First appeared in Consumer News Namibia Magazine April 2013)
There is a new documentary called FED UP,
that takes a look at the global problem of obesity and obesity-related diseases
(In other words “Why are humans fat?”). Some years back the first consumer
oriented documentary, An Inconvenient Truth, made waves and created awareness
of the issue surrounding climate change. In, FED UP, the filmmakers continue
with this tradition with a hard-hitting challenge over the misconceptions (and
food industry-sponsored misinformation) about diet and exercise, good and bad
calories, fat genes and lifestyle.
One of the biggest misconceptions about
sugar is addressed in the film. According to the film’s scientific consultant
Robert Lustig, a neuroendocrinologist, author and president of the Institute
for Responsible Nutrition, “when it comes to obesity, fat may not be our friend
but it’s not the enemy that sugar is.” This view is gathering support from
doctors all across the world.
To further understand this issue, we need
to look at statistics in the United State of America (USA) as there is very
little first-hand historical information available in Namibia. In the USA, 17%
of children and young people aged between two and nineteen are considered
obese. Another study predicts that today’s American children will lead shorter
lives than their parents. This must be very scary, and should be considered in
the Namibian context because we are starting to follow the same eating habits
of these developed nations.
However, we must be careful in blaming our
problems on obesity nor fat. “The food industry wants you to focus on three
falsehoods that keep it from facing issues of culpability. One, it’s about
obesity. Two, a calorie is a calorie. Three, it’s about personal
responsibility,” according to Lustig.
“If obesity was the issue, metabolic
illnesses that typically show up in the obese would not be showing up at rates
found in the normal-weight population. More than half the populations of the US
and UK are experiencing effects normally associated with obesity. If more than
half the population has problems, it can’t be a behaviour issue. It must be an
exposure problem. And that exposure is to sugar.”
The film further goes on and claims that
fast-food chains (Wipmy, Nando’s, to name a few Namibian brands) and the makers
of processed foods such as dairy and meat, have added more sugar to “low fat”
foods to make them more appetizing and tasty. Thus the producers are making
“healthy foods” appear less dangerous and we tend to eat more of them because
of their perceived “healthiness”.
In many societies, nutrition problems are
most often associated with low-income groups, but this “sugary problem” is
affecting all levels of society. In the film, they suggest that big business is
poisoning us with food marketed under the disguise of health benefits.
One of these diseases, early-onset diabetes
which is associated with exposure to cane sugar and corn syrup, was virtually
unknown a few years ago. At the present rate approximately one in three
Americans will have diabetes by 2050. “Obesity costs very little and is not
dangerous in and of itself,” says Lustig, who works with the UK’s Action on
Sugar campaign. “But diabetes costs a whole lot in terms of social evolution,
decreased productivity, medical and pharmaceutical costs, and death.”
The film-makers say it is not in the
interest of food, beverage or pharmaceutical companies to reduce sugar content.
“It’s too profitable,” says Lustig. The pharmaceutical industry talks of
diabetes treatment, not prevention. “The food industry makes a disease and the
pharmaceutical industry treats it. They make out like bandits while the rest of
us are being taken to the cleaners.”
One of the important points that Lustig
makes is that: “Food producers are going to have to be forced. There’s only one
group that can force them, and that’s the government. There’s one group that
can force the government, and that’s the people.”
Truly inspirational words for the consumer
groups and Consumer News Namibia Magazine.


**WHAT IS NEEDED:**
Each record below needs to be retyped exactly.

(Component data from apps and pages)
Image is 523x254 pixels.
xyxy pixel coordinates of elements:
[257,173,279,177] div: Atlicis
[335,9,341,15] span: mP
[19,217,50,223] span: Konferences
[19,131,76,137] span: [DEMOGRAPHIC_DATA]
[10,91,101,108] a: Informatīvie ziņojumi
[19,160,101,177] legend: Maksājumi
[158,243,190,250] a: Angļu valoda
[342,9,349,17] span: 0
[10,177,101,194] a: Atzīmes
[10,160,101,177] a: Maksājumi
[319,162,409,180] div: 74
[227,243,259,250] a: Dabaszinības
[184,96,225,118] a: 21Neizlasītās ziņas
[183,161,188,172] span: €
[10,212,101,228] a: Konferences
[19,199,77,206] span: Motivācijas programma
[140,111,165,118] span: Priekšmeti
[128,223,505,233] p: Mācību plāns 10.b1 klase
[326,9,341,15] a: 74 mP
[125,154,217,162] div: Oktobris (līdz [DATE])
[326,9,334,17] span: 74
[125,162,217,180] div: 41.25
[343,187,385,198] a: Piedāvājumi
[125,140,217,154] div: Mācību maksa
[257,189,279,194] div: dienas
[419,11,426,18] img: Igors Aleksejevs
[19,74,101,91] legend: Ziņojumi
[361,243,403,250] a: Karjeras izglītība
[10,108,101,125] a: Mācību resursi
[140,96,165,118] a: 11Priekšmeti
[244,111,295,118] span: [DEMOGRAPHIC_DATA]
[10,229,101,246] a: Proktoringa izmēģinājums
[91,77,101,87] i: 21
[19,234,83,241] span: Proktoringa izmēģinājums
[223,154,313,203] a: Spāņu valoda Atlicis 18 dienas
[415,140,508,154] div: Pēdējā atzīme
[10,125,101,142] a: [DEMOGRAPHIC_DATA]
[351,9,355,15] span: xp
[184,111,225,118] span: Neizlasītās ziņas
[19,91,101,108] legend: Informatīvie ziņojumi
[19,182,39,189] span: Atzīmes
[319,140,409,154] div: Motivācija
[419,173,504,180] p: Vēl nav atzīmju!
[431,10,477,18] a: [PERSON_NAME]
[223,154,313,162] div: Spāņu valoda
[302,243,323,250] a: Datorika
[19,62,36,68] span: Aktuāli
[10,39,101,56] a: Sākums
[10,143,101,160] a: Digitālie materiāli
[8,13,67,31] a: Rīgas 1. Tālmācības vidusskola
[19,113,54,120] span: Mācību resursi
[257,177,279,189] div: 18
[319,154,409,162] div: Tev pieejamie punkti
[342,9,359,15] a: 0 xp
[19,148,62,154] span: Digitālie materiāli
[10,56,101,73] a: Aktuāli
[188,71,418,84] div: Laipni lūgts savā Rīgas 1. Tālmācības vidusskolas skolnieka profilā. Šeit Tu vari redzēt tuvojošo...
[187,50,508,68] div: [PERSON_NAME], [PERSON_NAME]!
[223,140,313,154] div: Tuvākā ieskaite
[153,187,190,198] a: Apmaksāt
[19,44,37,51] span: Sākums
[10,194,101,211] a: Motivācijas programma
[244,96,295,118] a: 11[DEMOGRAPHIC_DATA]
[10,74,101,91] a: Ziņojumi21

**EXERCISE OUTPUT:**
Image is 523x254 pixels.
xyxy pixel coordinates of elements:
[257,173,279,177] div: Atlicis
[335,9,341,15] span: mP
[19,217,50,223] span: Konferences
[19,131,76,137] span: [DEMOGRAPHIC_DATA]
[10,91,101,108] a: Informatīvie ziņojumi
[19,160,101,177] legend: Maksājumi
[158,243,190,250] a: Angļu valoda
[342,9,349,17] span: 0
[10,177,101,194] a: Atzīmes
[10,160,101,177] a: Maksājumi
[319,162,409,180] div: 74
[227,243,259,250] a: Dabaszinības
[184,96,225,118] a: 21Neizlasītās ziņas
[183,161,188,172] span: €
[10,212,101,228] a: Konferences
[19,199,77,206] span: Motivācijas programma
[140,111,165,118] span: Priekšmeti
[128,223,505,233] p: Mācību plāns 10.b1 klase
[326,9,341,15] a: 74 mP
[125,154,217,162] div: Oktobris (līdz [DATE])
[326,9,334,17] span: 74
[125,162,217,180] div: 41.25
[343,187,385,198] a: Piedāvājumi
[125,140,217,154] div: Mācību maksa
[257,189,279,194] div: dienas
[419,11,426,18] img: Igors Aleksejevs
[19,74,101,91] legend: Ziņojumi
[361,243,403,250] a: Karjeras izglītība
[10,108,101,125] a: Mācību resursi
[140,96,165,118] a: 11Priekšmeti
[244,111,295,118] span: [DEMOGRAPHIC_DATA]
[10,229,101,246] a: Proktoringa izmēģinājums
[91,77,101,87] i: 21
[19,234,83,241] span: Proktoringa izmēģinājums
[223,154,313,203] a: Spāņu valoda Atlicis 18 dienas
[415,140,508,154] div: Pēdējā atzīme
[10,125,101,142] a: [DEMOGRAPHIC_DATA]
[351,9,355,15] span: xp
[184,111,225,118] span: Neizlasītās ziņas
[19,91,101,108] legend: Informatīvie ziņojumi
[19,182,39,189] span: Atzīmes
[319,140,409,154] div: Motivācija
[419,173,504,180] p: Vēl nav atzīmju!
[431,10,477,18] a: [PERSON_NAME]
[223,154,313,162] div: Spāņu valoda
[302,243,323,250] a: Datorika
[19,62,36,68] span: Aktuāli
[10,39,101,56] a: Sākums
[10,143,101,160] a: Digitālie materiāli
[8,13,67,31] a: Rīgas 1. Tālmācības vidusskola
[19,113,54,120] span: Mācību resursi
[257,177,279,189] div: 18
[319,154,409,162] div: Tev pieejamie punkti
[342,9,359,15] a: 0 xp
[19,148,62,154] span: Digitālie materiāli
[10,56,101,73] a: Aktuāli
[188,71,418,84] div: Laipni lūgts savā Rīgas 1. Tālmācības vidusskolas skolnieka profilā. Šeit Tu vari redzēt tuvojošo...
[187,50,508,68] div: [PERSON_NAME], [PERSON_NAME]!
[223,140,313,154] div: Tuvākā ieskaite
[153,187,190,198] a: Apmaksāt
[19,44,37,51] span: Sākums
[10,194,101,211] a: Motivācijas programma
[244,96,295,118] a: 11[DEMOGRAPHIC_DATA]
[10,74,101,91] a: Ziņojumi21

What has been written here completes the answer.